The war launched by the US and Israel on 28 February has killed thousands of people – mainly in Iran and Lebanon – and caused global economic pain by pushing up energy prices due to Iran’s effective closure of the strait of Hormuz.
The US president, Donald Trump, has said one key aim in the war is to prevent Iran from developing a nuclear weapon with its highly enriched uranium. Tehran has consistently denied it has plans to do that.
Trump is under pressure to reopen the strait of Hormuz and get US fuel costs down ahead of the November congressional elections, as voters show increasing frustration over rising prices. At the same time, he faces a potential backlash from Iran hawks in his own party over any concessions to Tehran.
The two sides remain at odds on several other issues, such as Tehran’s demands for the lifting of sanctions and the release of tens of billions of dollars of Iranian oil revenues frozen in foreign banks.

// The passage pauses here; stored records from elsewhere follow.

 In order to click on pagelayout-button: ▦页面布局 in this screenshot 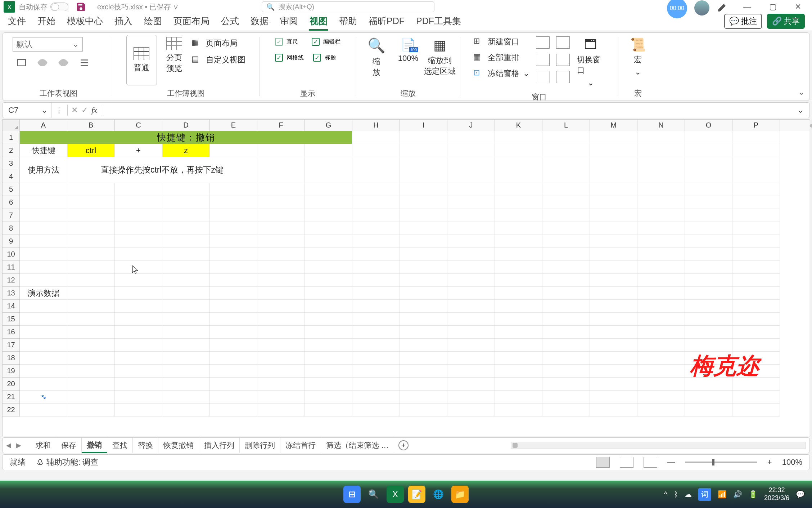, I will do `click(218, 43)`.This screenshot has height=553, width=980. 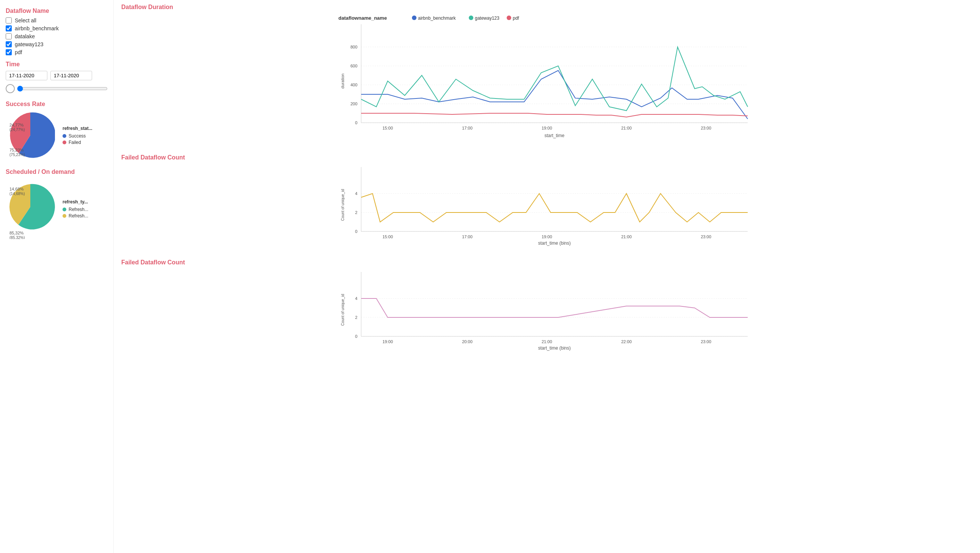 I want to click on failed-label: Failed, so click(x=75, y=142).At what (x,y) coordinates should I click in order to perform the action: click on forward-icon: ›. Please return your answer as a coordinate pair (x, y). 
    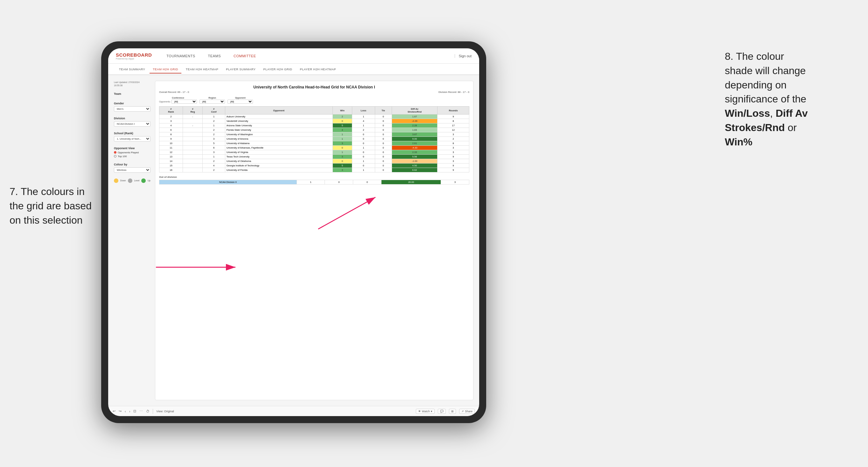
    Looking at the image, I should click on (130, 411).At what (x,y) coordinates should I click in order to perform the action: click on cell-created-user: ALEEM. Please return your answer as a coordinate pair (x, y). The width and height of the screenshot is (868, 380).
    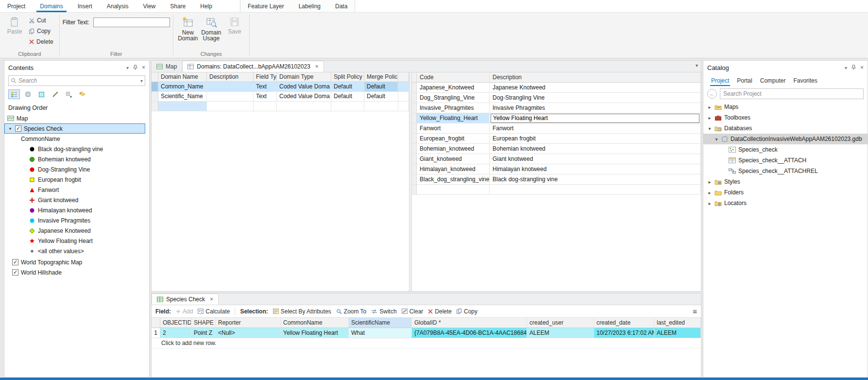
    Looking at the image, I should click on (561, 333). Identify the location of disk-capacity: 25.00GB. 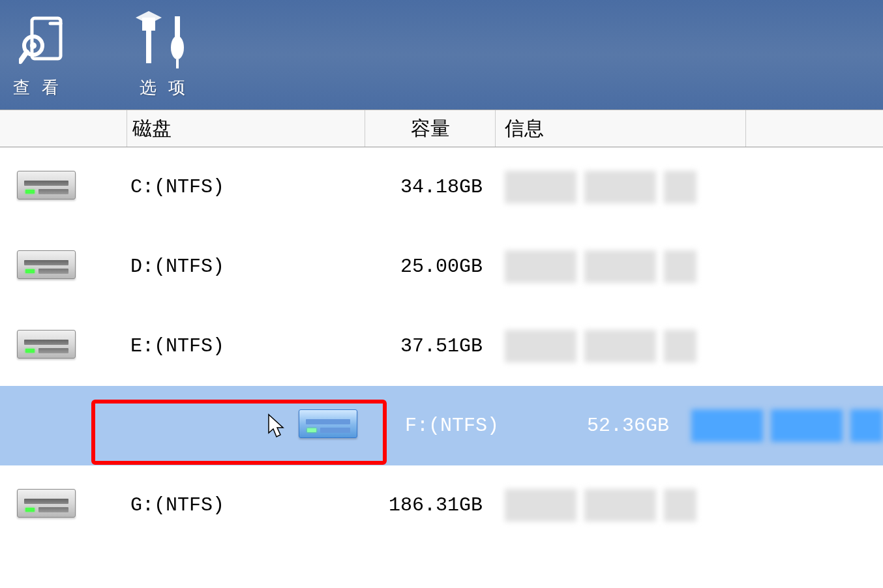
(430, 267).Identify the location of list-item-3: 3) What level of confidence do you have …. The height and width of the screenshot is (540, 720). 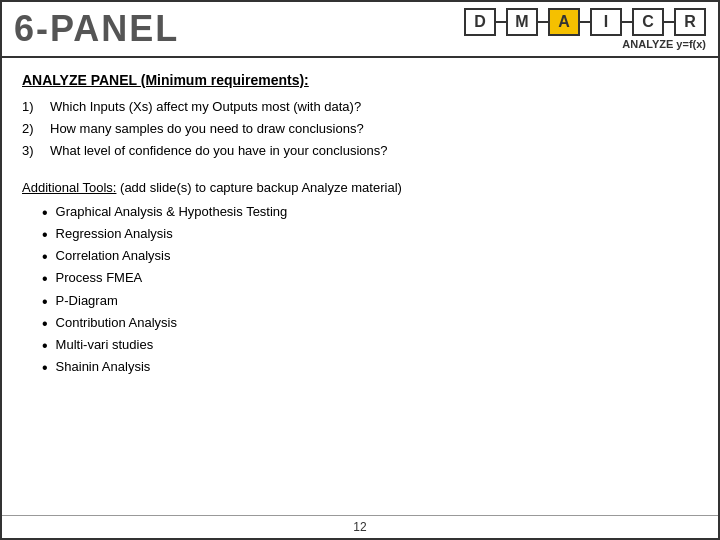
(360, 151).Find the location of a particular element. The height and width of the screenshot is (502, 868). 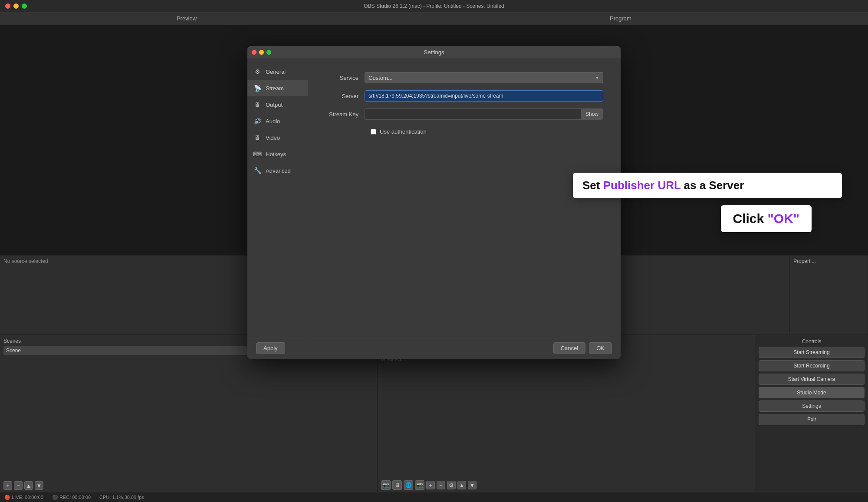

start-virtual-camera-btn: Start Virtual Camera is located at coordinates (812, 379).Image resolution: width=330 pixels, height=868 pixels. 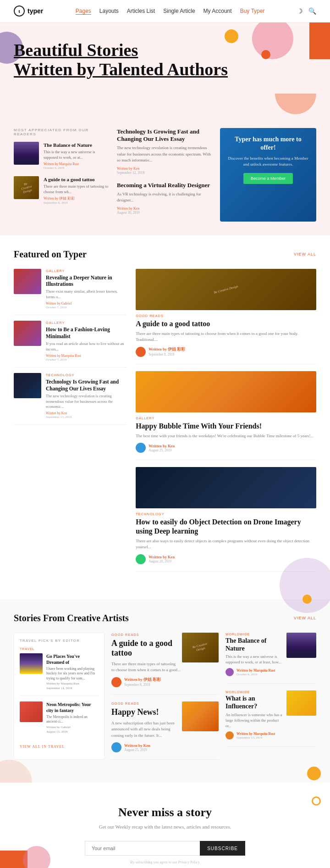 What do you see at coordinates (179, 11) in the screenshot?
I see `nav-single-article: Single Article` at bounding box center [179, 11].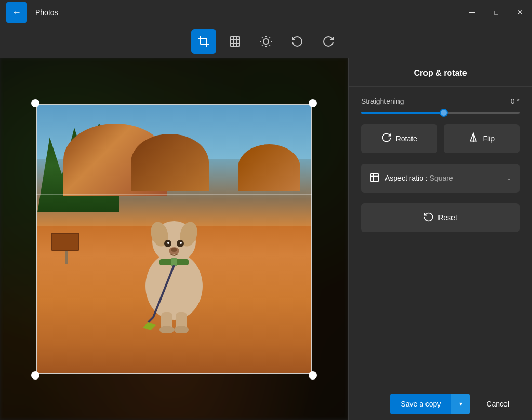 This screenshot has height=420, width=532. Describe the element at coordinates (47, 12) in the screenshot. I see `app-title: Photos` at that location. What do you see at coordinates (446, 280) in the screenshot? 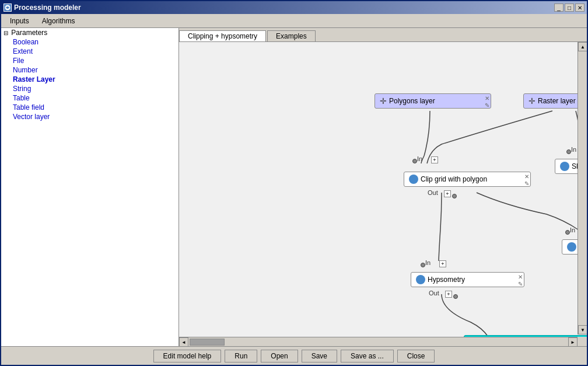
I see `node-hypsometry-label: Hypsometry` at bounding box center [446, 280].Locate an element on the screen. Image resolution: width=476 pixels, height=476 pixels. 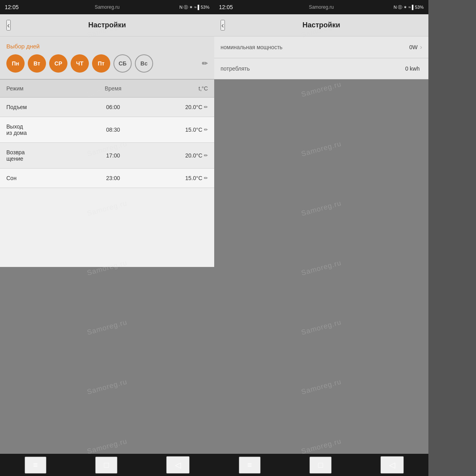
days-section: Выбор дней Пн Вт СР ЧТ Пт СБ Вс ✏ is located at coordinates (107, 58).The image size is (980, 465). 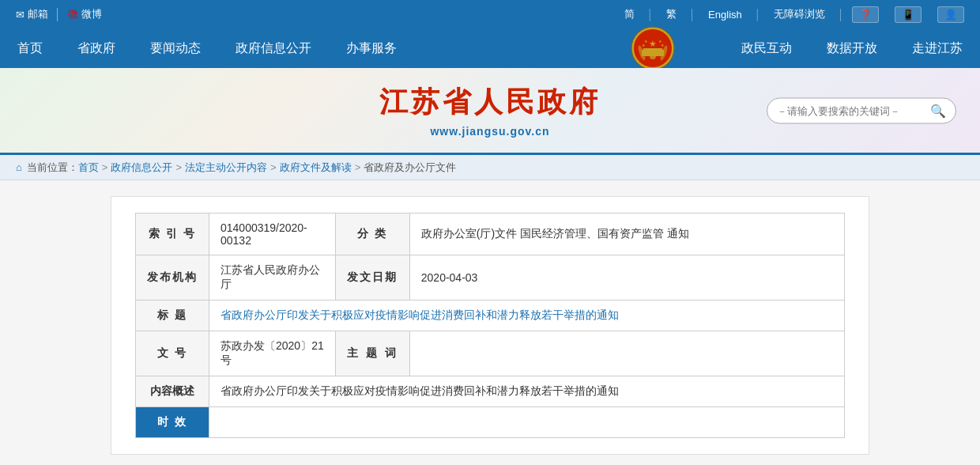 I want to click on nav-item-news: 要闻动态, so click(x=175, y=48). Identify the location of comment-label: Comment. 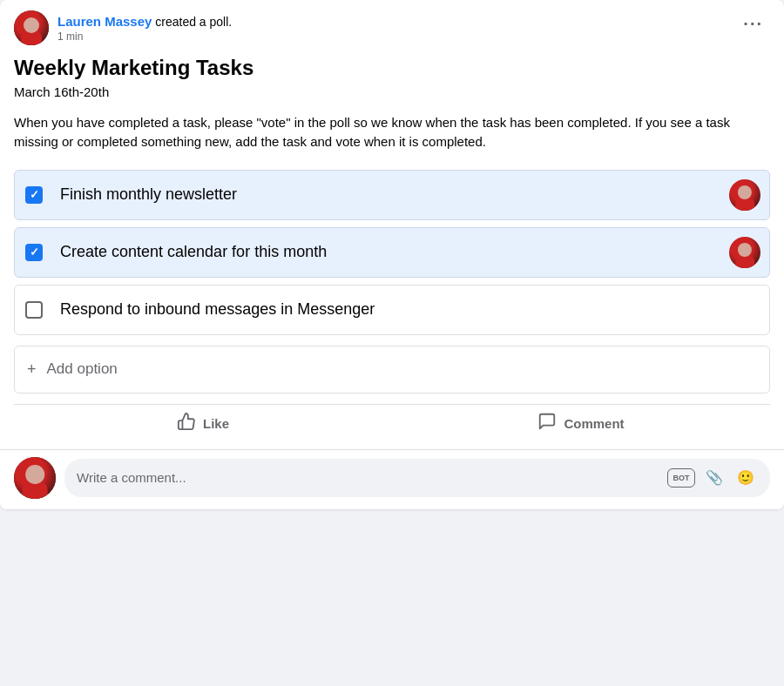
(594, 423).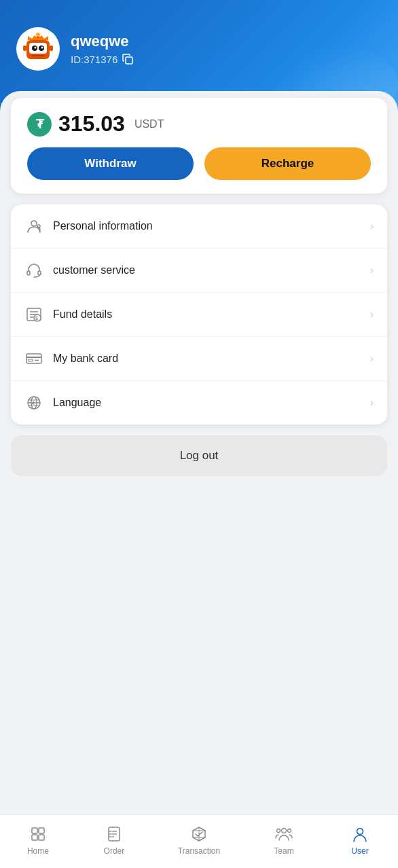 Image resolution: width=398 pixels, height=868 pixels. I want to click on nav-item-order: Order, so click(114, 840).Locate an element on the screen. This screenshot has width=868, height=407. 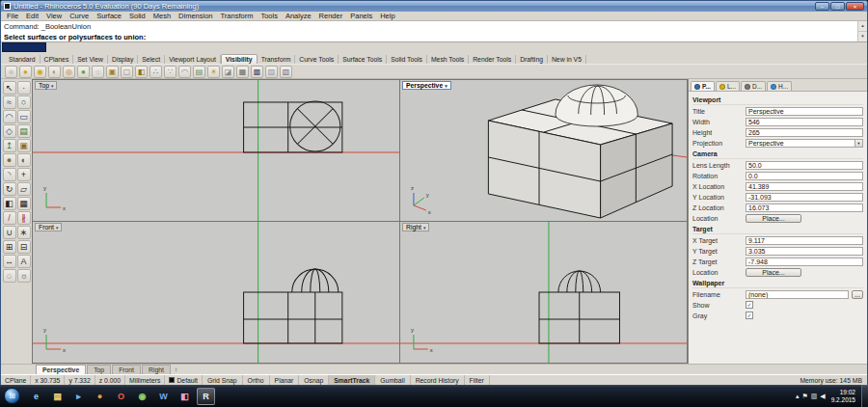
internet-explorer-icon: e is located at coordinates (37, 396).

Israel’s war in Lebanon with the Iran-backed Hezbollah militia is another major impediment. The Israeli prime minister, Benjamin Netanyahu, said on Sunday he had ordered troops to move further into Lebanon in the battle against the militant group.
The US secretary of state, Marco Rubio, spoke to both Netanyahu and the Lebanese president, Joseph Aoun, on the diplomatic negotiations between Israel and Lebanon and had proposed a plan to allow for “gradual de-escalation”, a US official said.